Jon Huntsman: Tinker Tailor Soldier Spy
Huntsman served as ambassador to China for President Obama before retaking his place in the GOP field. Now that he’s back, the party’s not sure they can trust him—maybe he’s been turned by the Democrats and is working as a mole? These aren’t the only similarities between Huntsman and Tinker Tailor: Audiences found them both slow and hard to follow.

 

Ron Paul: Moneyball
Ron Paul wants to do with the United States what Billy Beane tried with the Oakland A’s—namely, make it succeed on a puny budget. Just imagine a screenplay where Paul hires Peter Brand (Jonah Hill), a smart young disciple of Austrian school economics, to develop a winning strategy of harsh austerity measures like denying insurance coverage to new players with preexisting conditions. Keep your eyes peeled for the next summer blockbuster: Moneypaul.
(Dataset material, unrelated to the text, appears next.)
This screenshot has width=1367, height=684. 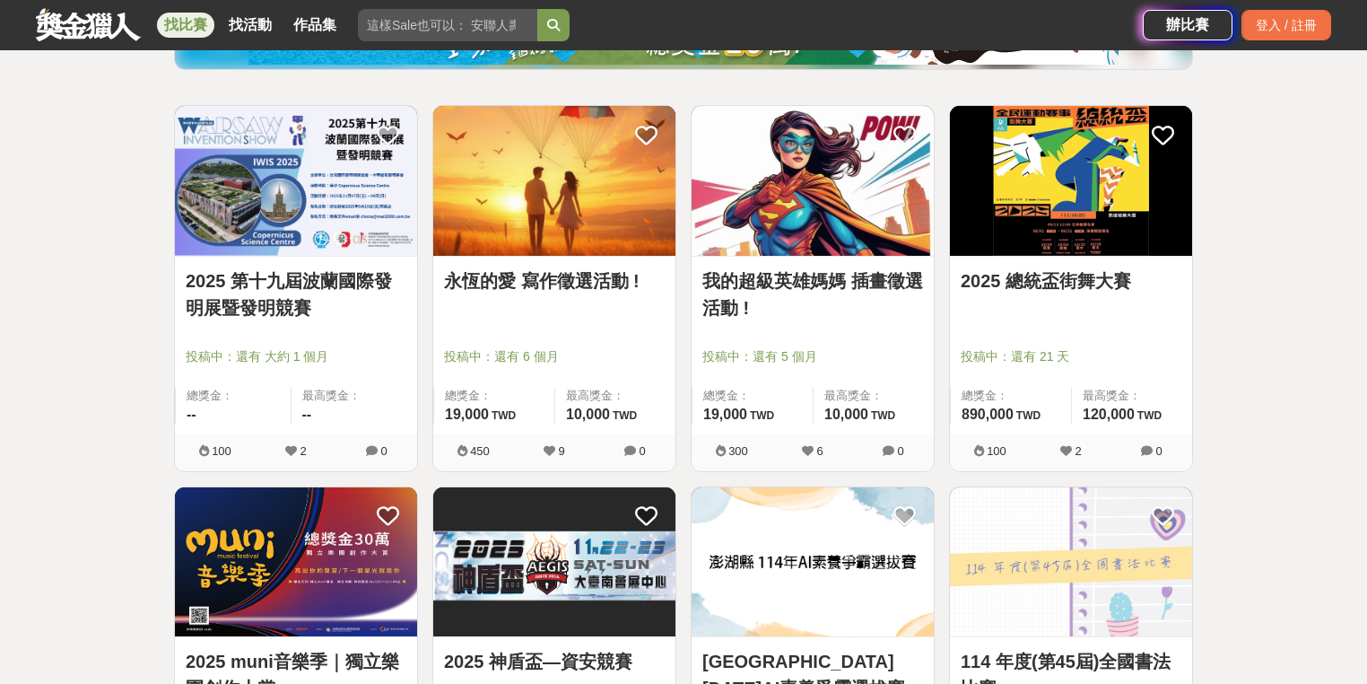 What do you see at coordinates (480, 450) in the screenshot?
I see `span: 450` at bounding box center [480, 450].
Rick Santorum: The Tree of Life 
Critics have derided Terrence Malick’s The Tree of Life, with its mid-movie digression into microbes and dinosaurs, as self-indulgent and masturbatory. But what would Rick Santorum have done in the director’s chair? If there are two things that he won’t abide, they are science and masturbation. Above, Santorum encourages Jessica Chastain to embrace her natural and God-given role as the submissive housewife.

Newt Gingrich: 50/50 
This film wasn’t actually nominated, but then again, what are the chances Newt will be nominated either? The thematic similarities between Seth Rogen’s movie and Newt’s life are impossible to ignore—though the story of how Kyle (Rogen) helps his best friend Adam (Joseph Gordon-Levitt) cope with a sudden diagnosis of terminal illness probably would have been a lot more disturbing if Gingrich had starred. After all, his record as a friend in tough times is, well, spotty: He divorced his hospitalized wife as she recovered from uterine cancer, and is alleged to have said, “She’s not young enough or pretty enough to be the wife of a President. And besides, she has cancer.” That would also make a good movie, but probably a less heartwarming one.

 

Rick Perry: The King’s Speech
Yes, we know this is from last year, but it’s too good to pass up. (Besides, some of us only Netflixed it this year). Like Rick Perry, The King’s Speech was a major player in 2011 but has since had a quiet winter. After stammering, forgetting key points of his campaign and saying “oops” during a nationally televised debate, Perry probably wished he had King George VI’s speech therapist. Just think, it may have helped him become King of the United States.

Michele Bachmann: Contagion
Though Michele Bachmann later admitted she didn’t have the science to back up her suggestion that the HPV vaccine could cause “mental retardation,” it’s a good thing she wasn’t the country’s president during Contagion, Steven Soderbergh’s movie about a society threatened by a deadly disease. Given her conspiratorial anti-vaccine views, the body count would have been much, much higher.

 

Chris Christie: My Week with Marilyn
Republicans spent a week infatuated by Christie’s allure back in 2011 when it looked like he might enter the race, but it turned out the full-figured governor was just a tease.